This thread is 7 years old, but I came across it when trying to look into an issue I was having and it just so happens to be the same Flintstones machine. So I figured I'd give an update on it just to close the loop on it for anyone else that may follow the same path as me.
First, a bit of background on the issue I was having in the first place. The machine was in a tourney and a player reported a phantom slam tilt. When I went to test the Coin Door Slam Tilt switch, activating it triggered every switch in Row 4 (but not the Slam Tilt switch itself, I realized later). Further testing of other playfield switches revealed the Lower Left DINO (54) activated the "K" Drop Target Opto (44) and the Upper Left DINO (26) activated the Ball Popper Opto (36). This latter issue was mentioned earlier in this thread.
Because Optos were involved, I thought there might be an Opto Board issue. Nope. Because the Slam Tilt switches go through the Coin Door Board, I thought there might be an issue there. Nope. As it turns out, the Slam Tilt Switch activating Row 4 and the two DINO Targets activating other switches were completely separate issues and I really should have figured that out sooner and when I did things got a whole lot simpler.

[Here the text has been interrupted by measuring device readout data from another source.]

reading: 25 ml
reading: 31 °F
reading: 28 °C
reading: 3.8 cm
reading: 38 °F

The Slam Tilt was triggering Row 4 because the Switch row wire (that is supposed to go from one lug of the physical switch to J5-13 on the Coin Door Board) was just daisy chained to the Coin Door Ground Wire (that goes to J5-3 and provides ground for all the coin door dedicated switches). So closing the Slam Tilt Switch was allowing a path to ground for the row of ANY other activated switches in Column 2, like Row 4's Switch 24 (Always Closed). I don't need the Slam Tilt to be functional, so I just removed the ground wire from the Slam Tilt leaf switch. If I wanted to fix it properly, I'd run a new wire from the switch to the IDC connector at the J5-13 spot.

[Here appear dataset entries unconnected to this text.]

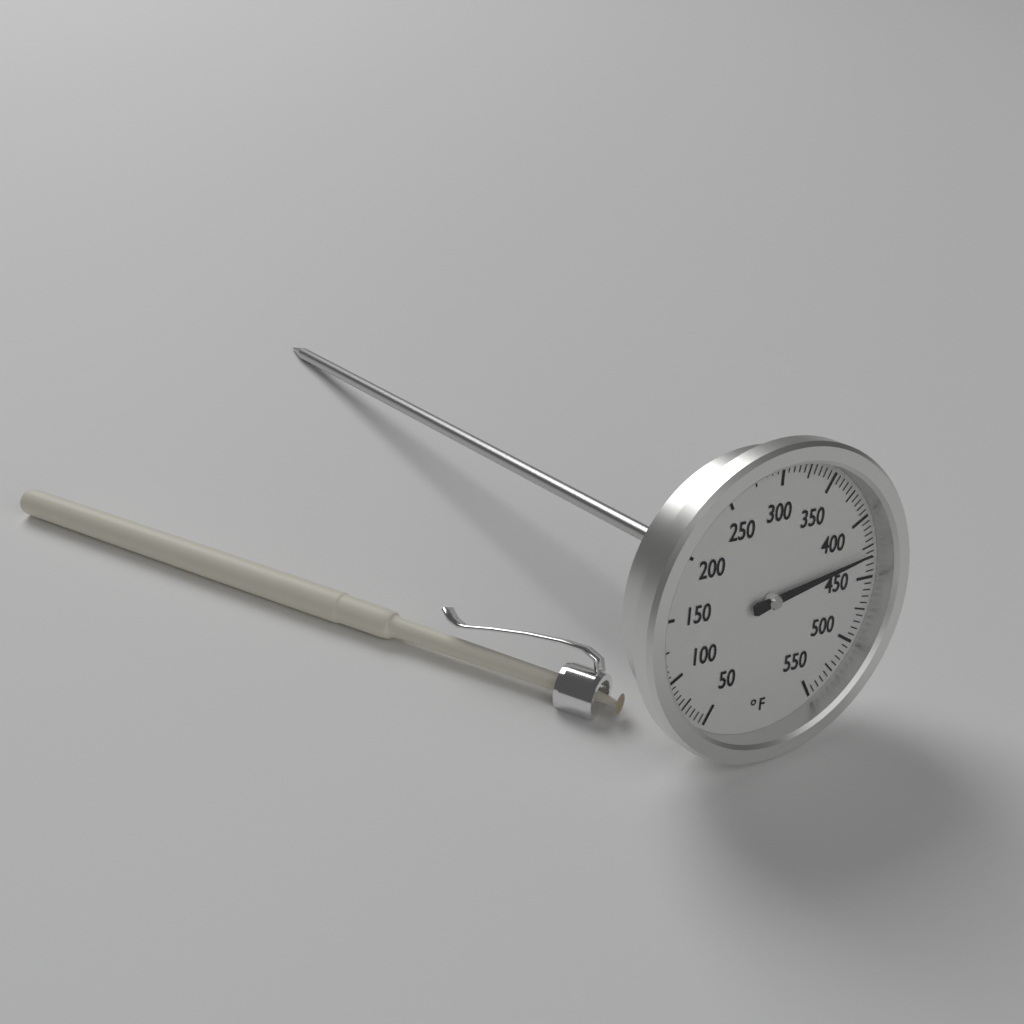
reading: 430 °F
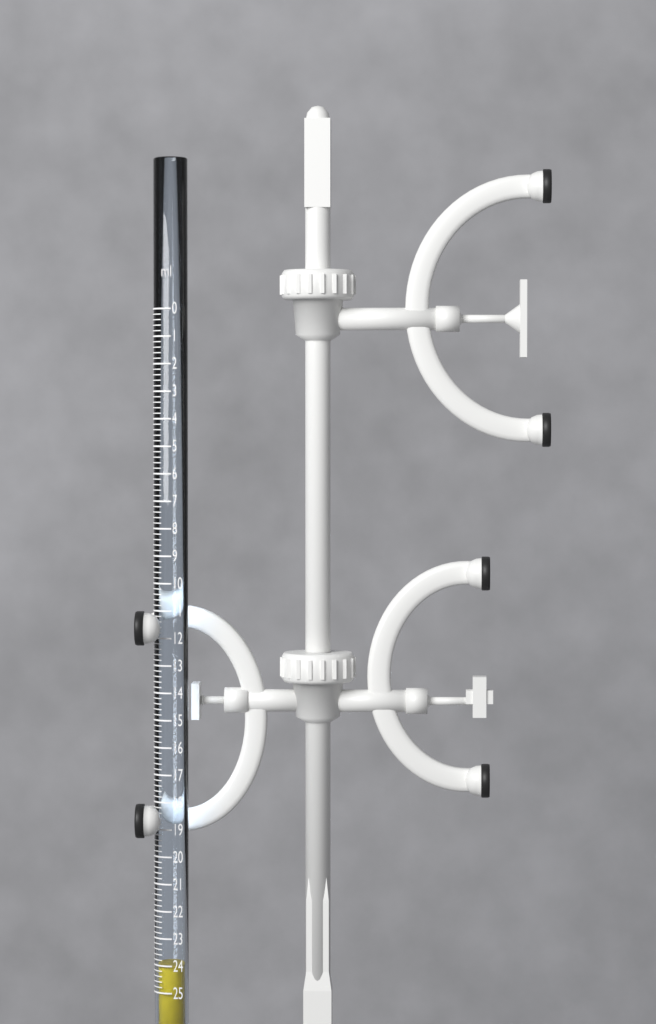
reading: 24.0 ml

The DINO Targets/Phantom Optos issue were, it turns out, a relatively routine "somethings up with the diode-situation on those switches" issue. I was able to identify the "Phantom Switch Rectangle" where closing a switch with a bad diode will activate an un-triggered switch IF a switch in the same row and the same column as the bad diode are also closed. So it turns out that hitting the Lower Dino Target (54) AND 1 of the two Bottom 3-Bank Targets (51) at the same time (plus Switch 24 which is Always Closed) created the "Phantom Switch Rectangle" with the Slam Tilt as my phantom switch. I lazily assumed the diodes were bad and replaced them, but it didn't fix my issue so I actually looked more closely at the problem switches and realized the were wired wrong, bypassing their sweet, sweet row-isolating diodes. Basically, the row wire was attached to 1 switch blade and the column wire was attached to the other switch blade with the banded side of the diode attached to the common lug. I changed it so the column wire was on 1 switch blade, the row wire and non-banded diode leg onto the common (non-switch blade) lug and then the banded diode leg onto the other switch blade. As I understand it, this allows current to properly flow from the row wiring through the diode to the strobed column (which goes low when strobed causing any closed switches in that column to allow their corresponding row to go from high to low as well, indicating a switch closure).